ZERO
Sam North reacts
to PEARL HARBOUR
|
Starring:
Ben Affleck (Rafe McCawley), Josh Hartnett (Danny Walker), Kate
Beckinsale (Evelyn Stewart), Cuba Gooding Jr. (Dorie Miller), Tom
Sizemore (Earl Sistern), Jon Voight (Franklin D. Roosevelt)
Director: Michael Bay On Release Now:2001 Studio: Touchstone Pictures |
Take the acting
skills required to star in the THUNDERBIRDS ARE GO, (String puppets
in Space if you need to know) get the best special FX you can find,
stud your movie with token characters like a cartoon ships cook,
who without any training can man a gun on a sinking ship and shoot down
Japanese Zeros, spend a great deal on make-up so you can get Jon Voight
to play Roosevelt (pretty well actually) and give everyone the kind
of dialogue that is considered post-ironic in a Batman movie,
then you have PEARL HARBOUR. Use the Titanic formula, which
is, for those who missed it, take a huge historical moment where a lot
of people die, surround said disaster with a long, tedious, improbable
love story and you have the mix.

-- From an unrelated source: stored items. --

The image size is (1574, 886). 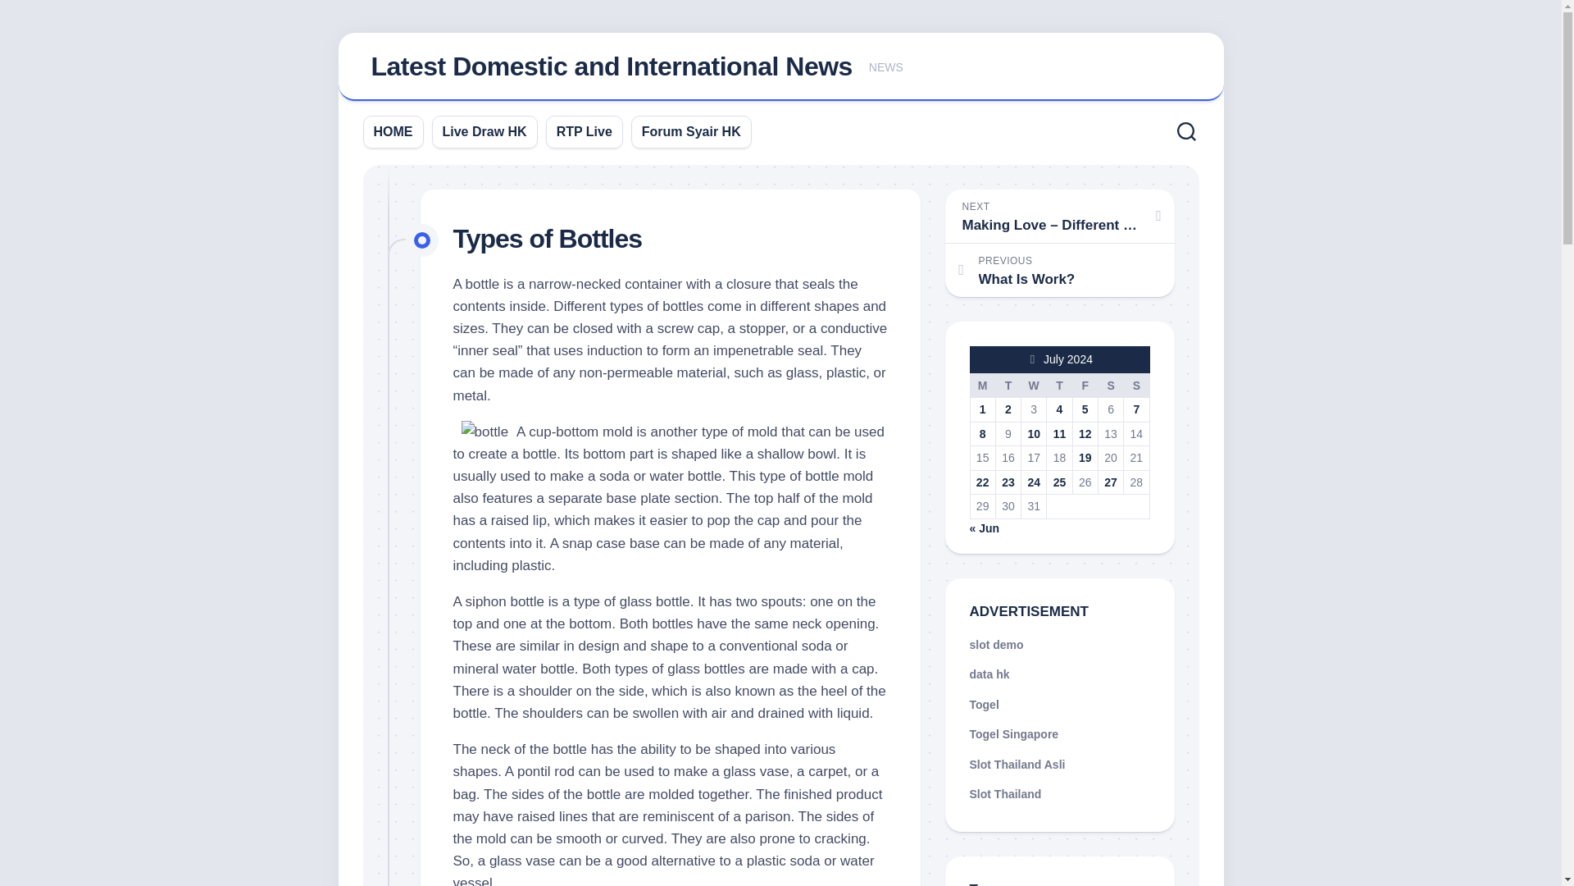 What do you see at coordinates (982, 482) in the screenshot?
I see `22` at bounding box center [982, 482].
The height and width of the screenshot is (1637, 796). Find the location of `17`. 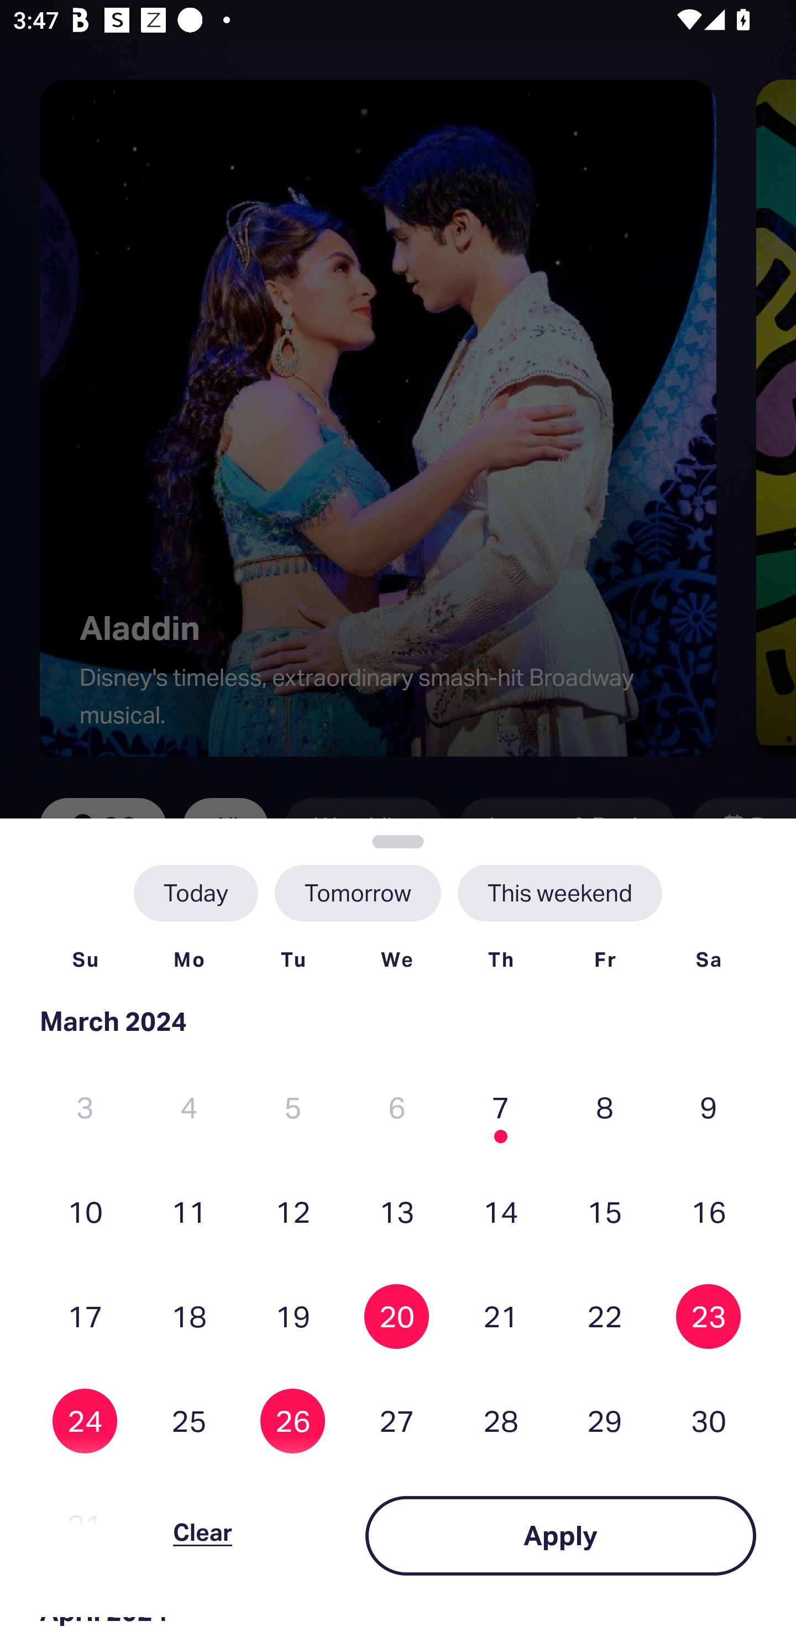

Of course you also go to Hans Zimmers
house who wrote the Gladiator soundtrack and raid his garbage
for more of the same.
It isnt that Pearl Harbour is awful, the battle scenes when the
Japanese wipe out the US Fleet are spectacular, but that the whole enterprise
is emotionally disengaging.
Kate Beckinsdale as the nurse/siren lover is woefully thin and sadly
lacks anything in the way of memorable conversation. Ben Affleck proves
without a doubt that a: he cannot act and b: he has a thing for being
cast in movies with people who just happen to look like younger Matt
Damons.
What were they thinking? Did they care? Are we not a little tired of
showing toadying British RAF officers tugging their forelock at American
pilots and saying wistfully, are there anymore like you over there?
So nice of him to volunteer to come over and single handedly defeat
the Luftwaffe before he crashed into the sea in a burning Spitfire and
lived (without a scratch).
The Thin Red Line was a great war movie. War is hell and pointless and
people are brave, some are cowards and officers are stupid, but in Pearl
Harbour, history is put in charge of Dan Ackroyd who somehow is unaware
that British intelligence told the US Government that Pearl Harbour
was the target well before the attack. (OK they didn't believe it but
they did all the same).
Yes 3000 men needlessly died because America thought itself impregnable.
The Arizona down there on the harbour floor is testimony enough, but
there is no engagement here nothing but pretty boys running for cover
and trying to find something to fly. We get no feeling for the drowning,
burning men because we are never introduced to any of them, save the
ships cook.
It is hard to credit the moment when the incoming Zero gunners try to
wave people to lie down.
Was this a sop to
the Japanese audience or just so they would make better targets for
when tye turned around. The Japanese are made to look pretty ruthless,
efficient and the US Navy was truly unready for this attack. Neverhless,
Spielberg's '1941' should now reappraised. Perhaps it wasn't as bad
is this movie has turned out to be. (I have a feeling Dan Ackroyd was
in that too).
There is one striking image in this movie, I wonder if the symbolism
of filling two coca-cola bottles with blood in the chaotic hospital
scene in close-up is saying coke is the lifeblood of the nation or Coca
Cola is sucking the life out of America. Did Pepsi sponsor this movie?
I could have sworn I saw a Pepsi bottle in Ben Affleck's hand at some
point. I think we need to be told.
It is disappointing. But somewhere in this movie is a story waiting
to get out. A ninety minute movie with very little in the way of pretty
nurses and phony newsreel voiceovers that sound nothing like March
of Time or similar.
Pearl Harbour is bloated, heavy in the water, an easy target and ultimately
nothing more than a kids comic book with some pretty nifty illustrations.